“Tired” said the chief complaint, and little else.
“Mom’s real tired, she don’t want to eat, and she’s lost some weight”.
how much weight?
“About 45 pounds”.
since when?
“Over about the last 4 months, and she’s always been skinny. She says sometimes she don’t want to eat ’cause her stomach hurts.”
I know it’s cancer, I assume they don’t know, and I wonder how they’ll take it. The patient is beyond caring, a thin late-middle aged woman who’s only here because she was too weak to enforce her stubborn will on her daughters.
I order the tests. Chest Xray is unremarkable, labs show some anemia.
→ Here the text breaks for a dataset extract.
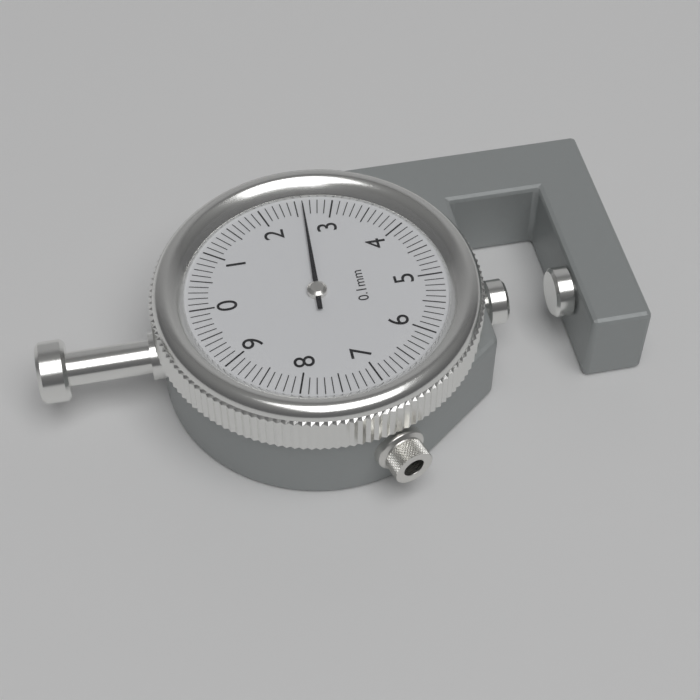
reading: 2.6 mm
The abdominal CT looks like a grave to me: a liver riddled with dark spots that can only mean one thing.
We need to talk about your mom’s tests. There’s no good way to say this: your mom has cancer, it’s pretty advanced, and I don’t think she has much time left.
“We figured that was it, but she wouldn’t come in to see no doctor”.
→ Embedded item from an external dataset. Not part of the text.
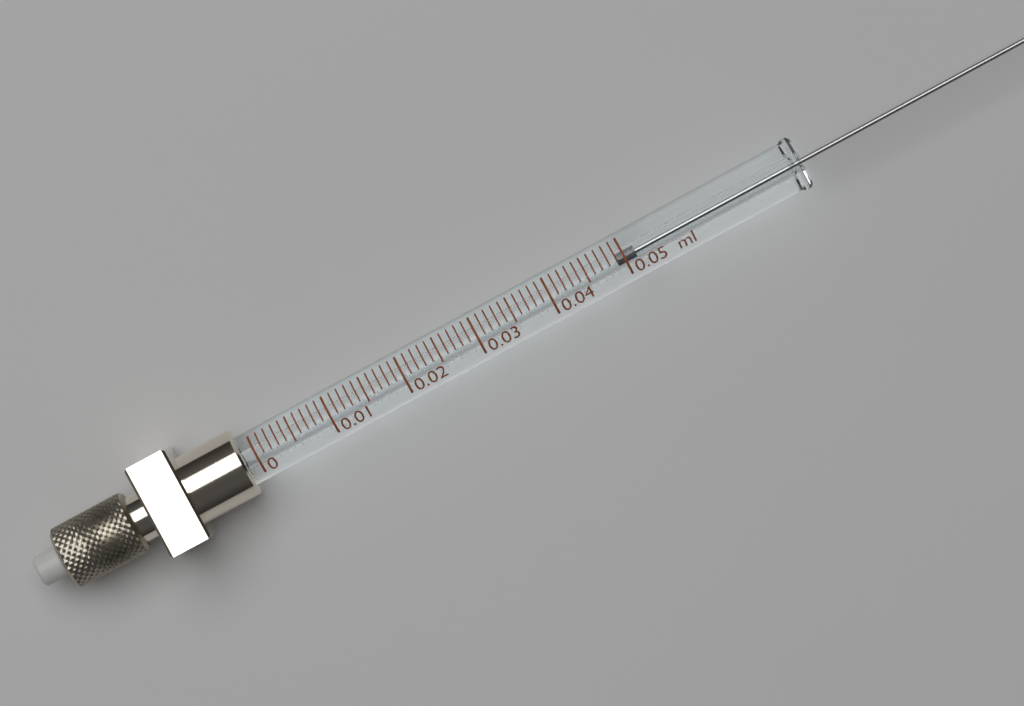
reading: 0.049 ml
They knew, but had to know, and I understand that desire to have an answer, to be able to predict the future because the now is explained.
I think about this sometimes. Many people bring me their problems: some I can help, many I cannot, and occasionally I give terrible news. Life and medicine can be very painful, on both sides of the gown.
Also posted on LingualNerve
Sigh. That’s sad. We’ve all seen those and they’re lousy. The problem is, these patients are afraid to go to the doctor because they’re afraid of getting bad news and it gets to be a self-fulfilling prophecy. If you don’t go to the doc for 10 or 15 years something is bound to go wrong with you.
I lost both my brother and mother to cancers. While both received what treatment they could and both lasted far longer than original predictions, in the end there was nothing more to be done.
I am amazed and thankful for the Doctors and Nurses who deal with this terrible part of life. I wonder at the strength of these people who daily deal with the some of the most hopeless of medical cases, yet continue to do their best for the patients and their families.
So, just in case you haven?t heard it recently, or enough, Thank you.
No, Michael, from all of us, thank you.